Hershey, Pennsylvania

Everything Hershey is known for

3 songs mention this city 2 artists from here

Music in Hershey

Songs About Hershey

Water
Kehlani
7%
"Nibble on it, kissing it like a Hershey (Mwah)"
Candy
Will Smith
6%
"An I'll be your Hershey daddy with a hundred kisses"
Cisco Kid
Method Man
2%
"'Cause blunts get filled like Hershey Highways"

History of Hershey

Six Crystals, One Perfect Snap RoadyGoat

That clean snap when you break a chocolate bar is pure physics. Cocoa butter is polymorphic, meaning it can crystallize into six different solid forms, labeled one through six. Only one of them -- Form Five -- gives chocolate its glossy shine, that crisp audible snap, and the smooth melt-in-your-mouth feel. The whole craft of "tempering" is just carefully cycling the temperature so the chocolate sets up as Form Five and nothing else. Skip it, and untempered chocolate sets dull, soft, and streaky. There's a slow betrayal at the end, though. Over months, Form Five gradually converts into Form Six, a more stable but uglier crystal. That conversion is what produces the pale gray film called bloom -- the chalky-looking coating on an old bar. It's not mold and it's not spoiled; it's just the cocoa butter changing its crystal mind.

When Chocolate Was Cash RoadyGoat

1500

Before chocolate was a bar, it was a drink -- bitter, frothy, and unsweetened. The Aztec word "xocolatl" roughly means "bitter water," and it's the likely root of our word "chocolate." But cacao did more than fill a cup; the beans worked as literal money. In Aztec markets of the early fifteen-hundreds, prices ran in beans. Roughly one bean bought one tomato. About thirty beans got you a rabbit. And around two hundred beans could buy a turkey. Where there's currency, there's counterfeiting, and cacao was no exception: cheats hollowed out beans and refilled the empty shells with dirt or wax, then tried to pass the fakes in the market. So the next time you unwrap a bar, remember -- you're holding something people once carried in a purse and spent like coins.

The 'Food of the Gods' Molecule With No Bromine RoadyGoat

The buzz in chocolate isn't mostly caffeine -- it's theobromine, a mild stimulant and close chemical cousin of caffeine. The name comes from cacao's botanical genus, Theobroma, which is Greek for "food of the gods." Here's the myth worth busting: despite that "-bromine" hanging off the end, theobromine contains no bromine at all. None. The name traces to the plant, not the element. There's a darker side, too. Humans clear theobromine fairly quickly, but dogs metabolize it roughly ten times slower -- its half-life in a dog runs around seventeen and a half hours. That means it builds up to toxic levels instead of being flushed out. That's exactly why chocolate, especially dark and baking chocolate where theobromine is most concentrated, is genuinely dangerous for dogs. Same molecule, two completely different bodies handling it.

Hersheypark & Chocolate World

1903

Milton Hershey built a chocolate empire and an entire town around it, including housing, schools, and an amusement park for his workers.

Three Mile Island

1979

Site of America's worst commercial nuclear accident on March 28, 1979, which caused a partial meltdown of reactor Unit 2.

10.0 mi away

Everything Near Hershey

36 stories, landmarks & places within ~20 miles — the same local lore RoadyGoat plays as you drive through.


Work order:
Extract all lines in the data that contain the word "toolbar".

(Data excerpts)
____________________
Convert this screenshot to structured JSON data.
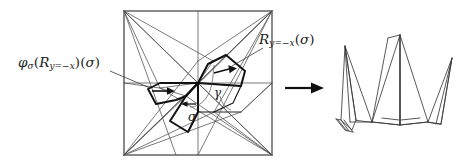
{
  "figure": {
    "background": "#ffffff",
    "ink_color": "#1a1a1a",
    "thin_line_color": "#555555",
    "bold_line_color": "#111111"
  },
  "labels": {
    "phi_leader": {
      "name": "phi-sigma-reflection-sigma",
      "phi": "φ",
      "phi_sub": "σ",
      "open1": "(",
      "R": "R",
      "R_sub": "y=−x",
      "close1": ")",
      "open2": "(",
      "sigma": "σ",
      "close2": ")",
      "plain": "φσ(Ry=−x)(σ)"
    },
    "reflection_leader": {
      "name": "reflection-of-sigma",
      "R": "R",
      "R_sub": "y=−x",
      "open": "(",
      "sigma": "σ",
      "close": ")",
      "plain": "Ry=−x(σ)"
    },
    "sigma_inner": "σ",
    "gamma_inner": "γ"
  },
  "arrow": {
    "name": "folds-into-arrow",
    "direction": "right",
    "meaning": "folds into"
  },
  "crease_pattern": {
    "name": "crease-pattern-square",
    "shape": "square",
    "bounds": {
      "x": 124,
      "y": 11,
      "width": 148,
      "height": 144
    },
    "highlighted_regions": [
      "sigma",
      "R_y=-x(sigma)",
      "phi_sigma(R_y=-x)(sigma)"
    ]
  },
  "folded_model": {
    "name": "folded-crane-base",
    "description": "folded paper crane / flapping bird model"
  }
}
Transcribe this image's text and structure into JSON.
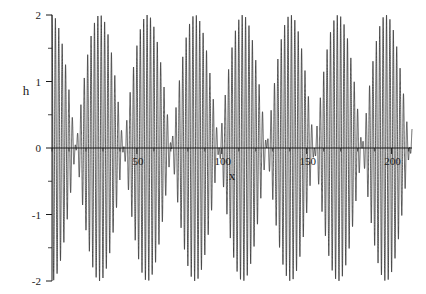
{
  "chart_data": {
    "type": "line",
    "title": "",
    "xlabel": "x",
    "ylabel": "h",
    "xlim": [
      0,
      212
    ],
    "ylim": [
      -2,
      2
    ],
    "grid": false,
    "legend": null,
    "xticks": [
      50,
      100,
      150,
      200
    ],
    "xtick_labels": [
      "50",
      "100",
      "150",
      "200"
    ],
    "yticks": [
      -2,
      -1,
      0,
      1,
      2
    ],
    "ytick_labels": [
      "-2",
      "-1",
      "0",
      "1",
      "2"
    ],
    "minor_ytick_step": 0.5,
    "minor_xtick_step": 10,
    "line_color": "#1a1a1a",
    "line_width": 0.7,
    "series": [
      {
        "name": "h",
        "expression": "cos(2*pi*x/1.9333) + cos(2*pi*x/2.0762)",
        "carrier_period": 2.0,
        "beat_period": 28.1,
        "amplitude_max": 2,
        "amplitude_min": 0,
        "node_x_values": [
          14.1,
          42.2,
          70.3,
          98.4,
          126.5,
          154.6,
          182.7,
          210.8
        ],
        "antinode_x_values": [
          0,
          28.1,
          56.2,
          84.3,
          112.4,
          140.5,
          168.6,
          196.7
        ]
      }
    ]
  },
  "axes": {
    "y_axis_name": "h",
    "x_axis_name": "x"
  }
}
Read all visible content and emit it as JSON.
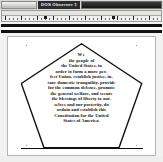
{
  "window": {
    "title": "DOS Observer 1",
    "title_bg": "#2b2b2b",
    "title_fg": "#f0f0ee",
    "chrome_bg": "#d8d8d6"
  },
  "ruler": {
    "name": "horizontal-ruler",
    "tab_marker_positions": [
      42,
      110
    ],
    "major_tick_spacing": 16,
    "minor_tick_spacing": 4
  },
  "toolbar": {
    "bars": [
      "toolbar-bar-upper",
      "toolbar-bar-lower"
    ],
    "color": "#111111"
  },
  "document": {
    "shape": "pentagon",
    "page_bg": "#ffffff",
    "text_color": "#111111",
    "title_line": "We",
    "lines": [
      "We",
      "the people of",
      "the United States, in",
      "order to form a more per-",
      "fect Union, establish justice, in-",
      "sure domestic tranquility, provide",
      "for the common defense, promote",
      "the general welfare, and secure",
      "the blessings of liberty to our-",
      "selves and our posterity, do",
      "ordain and establish this",
      "Constitution for the United",
      "States of America."
    ],
    "full_text": "We the people of the United States, in order to form a more perfect Union, establish justice, insure domestic tranquility, provide for the common defense, promote the general welfare, and secure the blessings of liberty to ourselves and our posterity, do ordain and establish this Constitution for the United States of America."
  }
}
____________________
Task output:
  "toolbar": {
      "toolbar-bar-upper",
      "toolbar-bar-lower"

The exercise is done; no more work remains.